The world of work in Southeast Asia is being profoundly affected by the global coronavirus pandemic. High levels of integration into global supply chains render the regional economy historically susceptible to global economic shocks. During the Covid-19 pandemic, however, lockdowns, travel restrictions, and other measures designed to contain the spread of the virus have seen the economic impacts of the pandemic spill over employment sectors across factory floors, to tourism and service work, and self-employed vendors and trades. The impacts of Covid-19 on employment across the formal and informal economy have been widely documented. The role and responses of workers and their trade unions in managing, mitigating, and manipulating this disruption, however, are less well understood (Ford and Ward 2021). In this panel, therefore, we invite a recentring of “labour agency” (Herod 2008) to explore how workers and their unions have played a proactive role in shaping Covid-19’s economic and employment impacts.
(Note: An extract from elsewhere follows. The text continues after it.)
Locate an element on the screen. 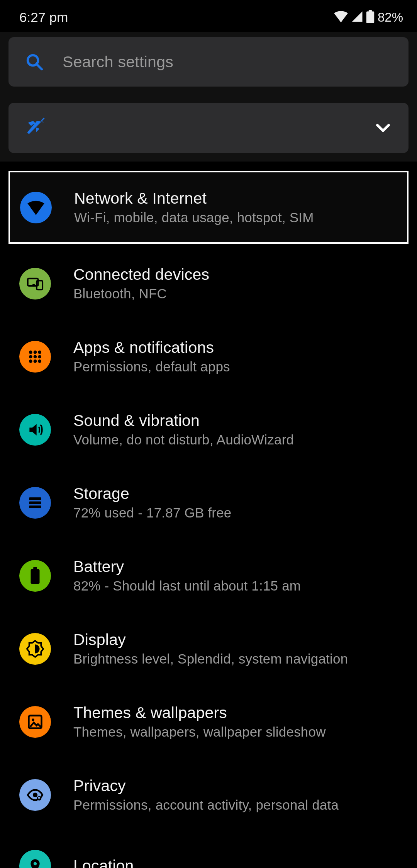  search-icon is located at coordinates (34, 62).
Across the region, trade unions and labour groups have undoubtedly played a “pivotal role” (ILO 2020) in leading response to the Covid-19 crisis for workers, from participating in social dialogue with governments, to distributing mutual aid to supplement typically “lagging” (UN 2020) investment in social protection programming. Yet Southeast Asia is already renowned for its limited labour rights and shrinking of democratic space under renewed authoritarianism (Morgenbesser 2020). Within these existing constraints, reports of recalcitrant governments and employers exploiting the pandemic to intensify harassment and discrimination against labour groups and their leaders through emergency legislation and illegal dismissals have also been widspread (Patel 2020). In this panel, therefore, we seek to identify and explore the uneven contexts and constraints that workers and their unions have navigated in attempting to provide support and relief to Southeast Asia’s diverse workforces during the Covid-19 pandemic.